With the growing body of evidence that links good leadership to positive compassionate cultures, added to our recent research into the worryingly high levels of senior leadership vacancies, I have begun to ponder if the lack of leadership talent is another long-term condition for the NHS?
Developing leadership that is ‘fit for purpose’ is often cited as the most common workforce challenge facing all sectors – and the health service needs to take this challenge seriously. One way to do this would be to take a strategic approach to talent management, a concept that first emerged in 1998 in response to a paper entitled ‘The war for talent’ (McKinsey 2001) and that we explore in a paper published today.
Talent management is a set of integrated organisational workforce processes designed to attract, develop, motivate and retain productive, engaged employees. In short, talent management is a strategic human resource issue, but it is much more than a function of the human resources team; it is a distinctive capability that needs to be embedded throughout the organisation. And the board’s job is to own and manage that broader capability by developing a collective approach to leadership.
There are a number of different approaches to developing a talent management strategy: an inclusive approach where everyone in the company is considered part of the talent management programme; the executive talent pool approach where the focus is at senior management level; future leaders approach focusing on staff at all levels who are identified as having leadership potential; a succession planning approach that identifies key roles that will need staff with the skills and abilities ready to take the position when someone leaves or retires; and a blended approach, where two or more of the first four approaches are used in combination.
In my opinion, the health service should adopt the blended approach. As health care becomes more complex and the NHS five year forward view moves us towards new delivery models, we need to cultivate an agile leadership workforce. There are particular issues that the health service needs to be aware of – diversity is an Achilles heel, with a chronic absence of members of black and minority ethnic groups and women in senior and board leadership roles and also a lack of diversity of thinking – recruiting ‘mavericks’ who think and possibly behave differently from others and who will change the system. There is also a difficulty in encouraging clinicians to consider managerial roles.
If you’re lucky enough to have a decent succession programme, you know the reality. Unless you heavily invest in the concept of talent rotations and offer stretch opportunities, it’s hard to keep people with high potential talent interested and motivated to stay. I will leave you with an idea – shadowing. Amazon have just announced the appointment of a new ‘shadow’ for their CEO, Jeff Bezos. This long-established post is given to an up-and-coming executive, who gets the chance to go with Bezos to daily meetings, talk over problems, and learn from him on the job. Shadows usually last about two years in the role and go on to lead big projects within the organisation.

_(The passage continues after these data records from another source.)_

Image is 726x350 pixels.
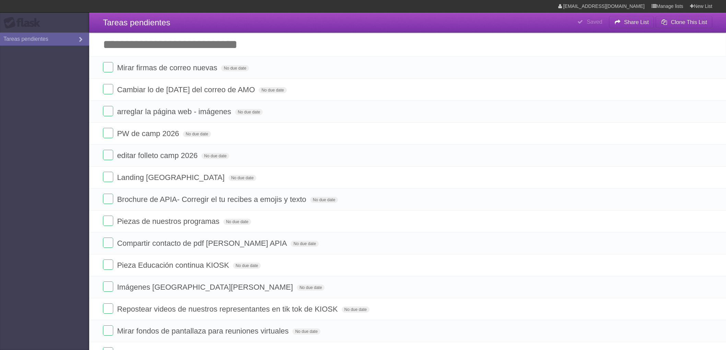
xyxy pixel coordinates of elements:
span: No due date [233,263,261,269]
b: Share List [624,19,649,25]
span: No due date [292,329,320,335]
span: Compartir contacto de pdf [PERSON_NAME] APIA [117,239,289,248]
span: Imágenes [GEOGRAPHIC_DATA][PERSON_NAME] [117,283,295,292]
label: Done [103,106,113,116]
span: No due date [223,219,251,225]
span: Tareas pendientes [103,18,170,27]
span: No due date [297,285,325,291]
label: Done [103,282,113,292]
label: Done [103,304,113,314]
span: editar folleto camp 2026 [117,151,199,160]
span: No due date [342,307,370,313]
span: Pieza Educación continua KIOSK [117,261,231,270]
span: No due date [201,153,229,159]
span: No due date [229,175,256,181]
span: arreglar la página web - imágenes [117,107,233,116]
label: Done [103,238,113,248]
label: Done [103,62,113,72]
label: Done [103,260,113,270]
label: Done [103,194,113,204]
label: Done [103,216,113,226]
label: Done [103,128,113,138]
span: Mirar fondos de pantallaza para reuniones virtuales [117,327,290,336]
span: Mirar firmas de correo nuevas [117,64,219,72]
span: PW de camp 2026 [117,129,181,138]
div: Flask [3,17,45,29]
label: Done [103,150,113,160]
span: No due date [310,197,338,203]
b: Saved [587,19,602,25]
label: Done [103,326,113,336]
span: No due date [235,109,263,115]
span: No due date [221,65,249,71]
span: Cambiar lo de [DATE] del correo de AMO [117,85,257,94]
span: Brochure de APIA- Corregir el tu recibes a emojis y texto [117,195,308,204]
span: Piezas de nuestros programas [117,217,221,226]
span: Repostear videos de nuestros representantes en tik tok de KIOSK [117,305,339,314]
b: Clone This List [671,19,707,25]
span: No due date [291,241,319,247]
button: Clone This List [656,16,713,28]
span: Landing [GEOGRAPHIC_DATA] [117,173,226,182]
label: Done [103,84,113,94]
button: Share List [609,16,655,28]
span: No due date [259,87,287,93]
span: No due date [183,131,211,137]
label: Done [103,172,113,182]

Now most of you will come with an automatic objection – that the NHS isn't Amazon, followed by another – ‘our CEO isn’t Bezos.’ Fair enough. You might also say that the roles you really need successors for aren’t at the CEO level, they are three to four levels below that. All that is true, so why not think about this as a way of developing a collective leadership approach where all leaders and managers at every level of the organisation model leadership behaviours that tomorrow's talent can learn.